New York City has about 1.1 million public school students and over 1000 public schools. There are hundreds of schools that have converted to running free software on their servers. Not many are running Linux desktops, but we hope this will change. We are not claiming to do more than the teachers and the students or the Board of Education. We just help out…

Working with NYLXS

In New York City in the past two years there’s risen a wonderful new free software organization run by a madman, Ruben Safir. NYLXS is a membership organization. You have to pay a fee and you also have to volunteer, and then you get to vote. They have classes in free software. They have a lot of projects going on.
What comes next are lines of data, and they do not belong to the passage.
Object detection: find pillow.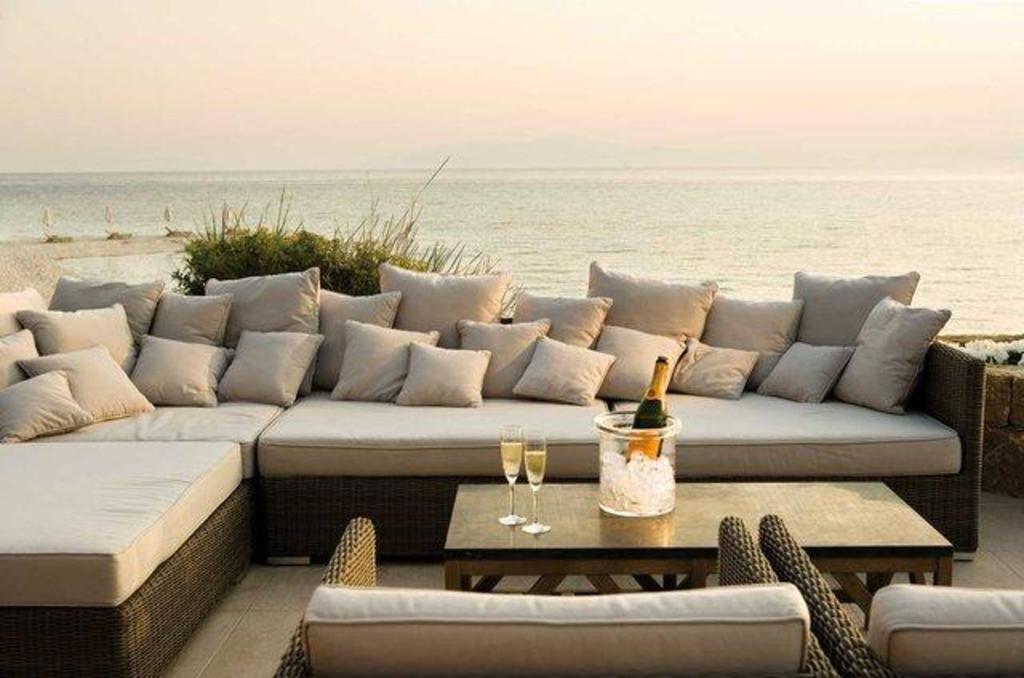
317 286 395 385.
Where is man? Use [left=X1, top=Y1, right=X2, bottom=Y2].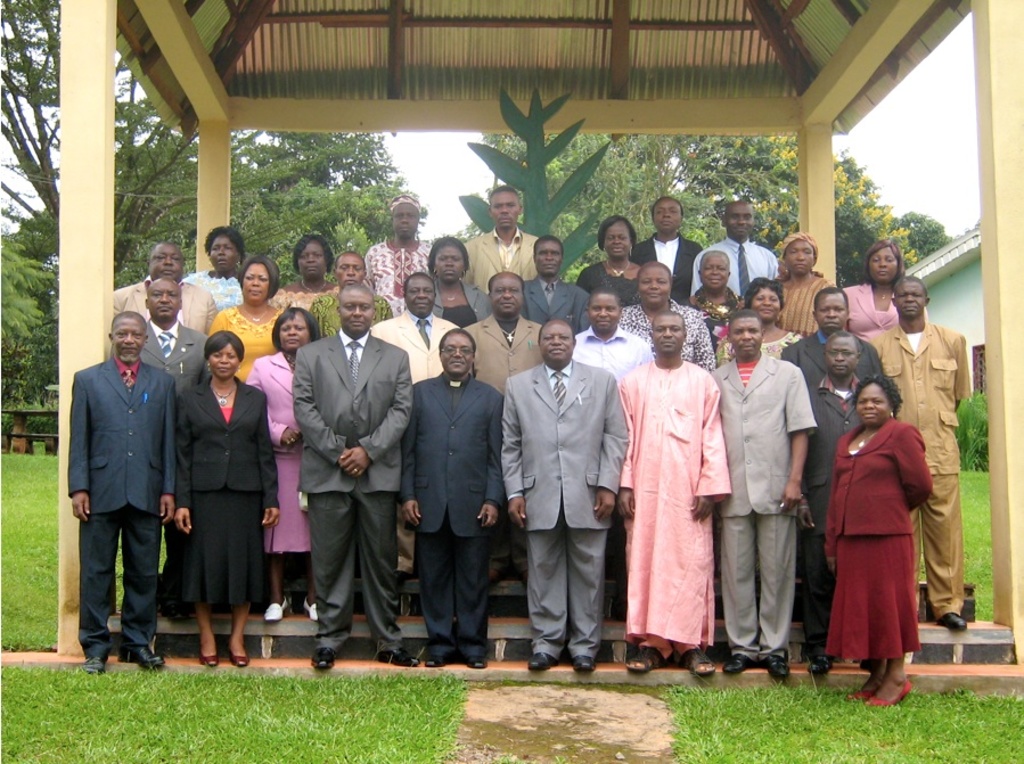
[left=523, top=236, right=598, bottom=340].
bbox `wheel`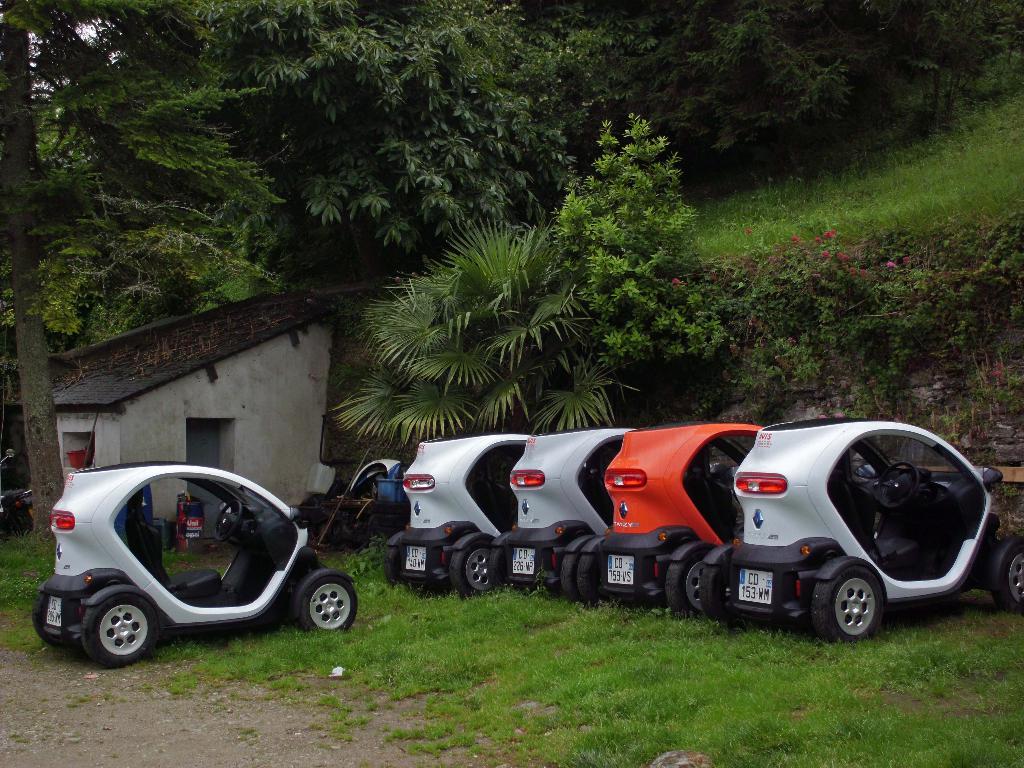
box=[82, 593, 159, 668]
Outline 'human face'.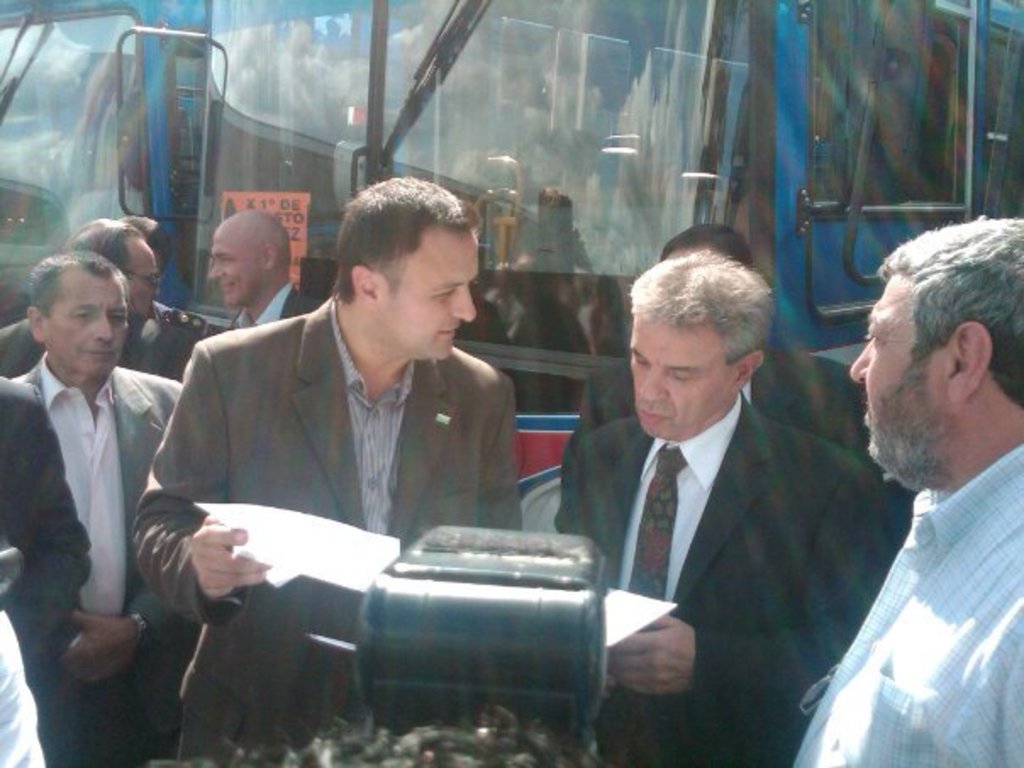
Outline: (376, 222, 481, 371).
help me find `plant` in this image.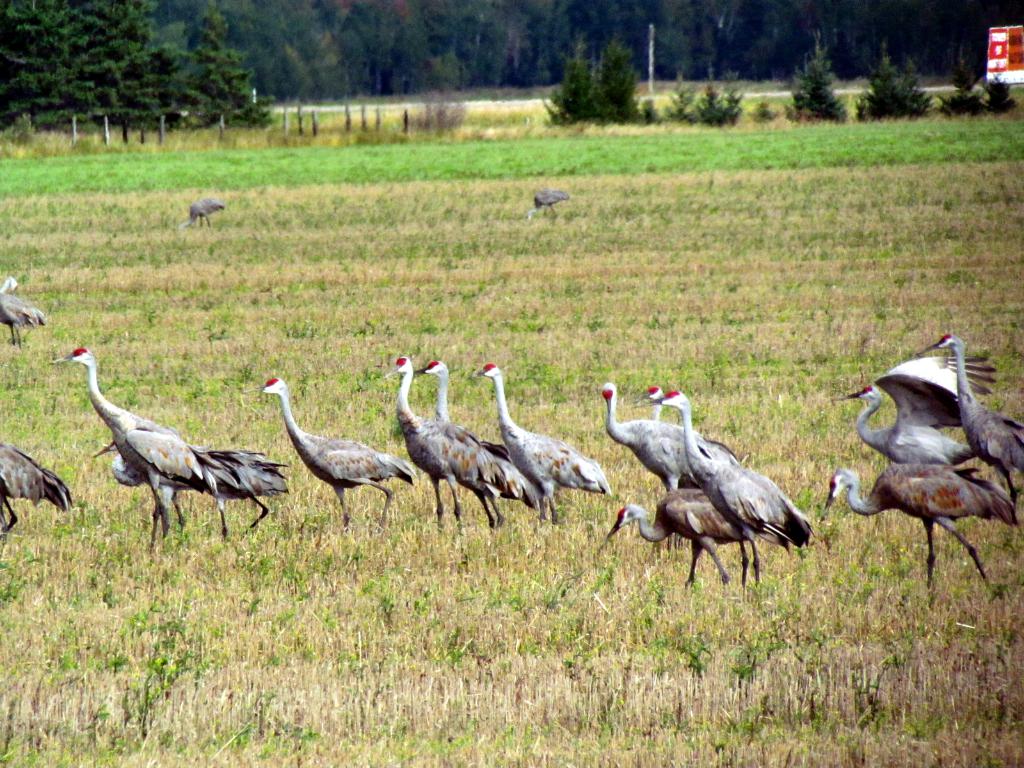
Found it: [x1=860, y1=49, x2=935, y2=116].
They’ve been very helpful talking to legislators and regulatory bodies.

[Jay, unlike MPAA mogul Jack Valenti, does not consider NYLXS or the associated NY for Fair Use rude. He says, “They believe, as I do, that we have the right to private ownership of computers.”]

NY Fair Use and the Commerce Dept. DRM hearing in July 2002

We never disrupted any hearing. Really, Jack Valenti invited us to talk.

We, the American Library Association, and a whole bunch of other groups [later] came and talked privately to the Department of Commerce [about digital rights management]. We took the line that the issue was private ownership and control of your own computer.

Richard Stallman was with us.

Surprisingly, the Commerce people understood us. But over at FCC, there is a direct move to outlaw GNU Radio.

What is GNU radio? A piece of software that’ll let you listen, with a little antenna, to any digital radio or watch digital TV. The MPAA and the RIAA and American Association of Publishers want to outlaw it. They’re trying to get the FCC to say that any general purpose digital receiving device must be under the control of the entertainment cartel, in that as soon as something passes into your machine and it’s labeled as being copyright by them, your machine won’t be able to perform a cp on it.

The New York group was instrumental — a whole bunch of groups, really; it was an informal bunch — we worked on the Department of Commerce, we’re working on FCC now, and now we’re working on Congressmen. Whenever we get in to see Congressmen, they say, “Thank you, all we hear from is the MPAA, the RIAA, and the AAP.” And in most cases they say, “We had a strong feeling there was something wrong with what they were telling us, but these are difficult issues, they’re hard to understand, and now that we’ve heard your side we’re beginning to get a sense that there’s another side to the issue.”

On being an effective advocate

What I’m trying to get at is the people who say that the direct approach of speaking up as citizens is ineffective. It’s not.

The people who say the other side’s got all the money and the lobbyists are right. But this is still America, and we still vote. And most Congresspeople, it’s not a matter, if they vote for something for the MPAA or RIAA, it’s not because they’re bribed, it’s because they’ve only heard one side.

What you can do is form a local group that works to educate your Congressman and your Senators about these issues, and in New York we’ve begun to form this.

There are several different groups that have begun to be effective by approaching legislators and regulators. You should learn about the threats to private ownership of computers and free, public use of the Net. The other side claims the issue is copyright infringement. It’s not. The two main issues — and they are distinct, but they’re closely related — are: One — private ownership of untrammeled computers such as we have today, and Two — free private, public, and tribal use of our Net, which we built, primarily with free software.

We’ve been accused of being noisy, raucous, and rude. We [computer and Internet freedom advocates] may have become very noisy, raucous, and rude more than once in the past, but today we need to be clear, we need to be calm, and we need to be absolutely polite and respectful.

We need to be absolutely clear that we are the Internet’s owners, the stakeheholders, the makers, not just “users” or “consumers.”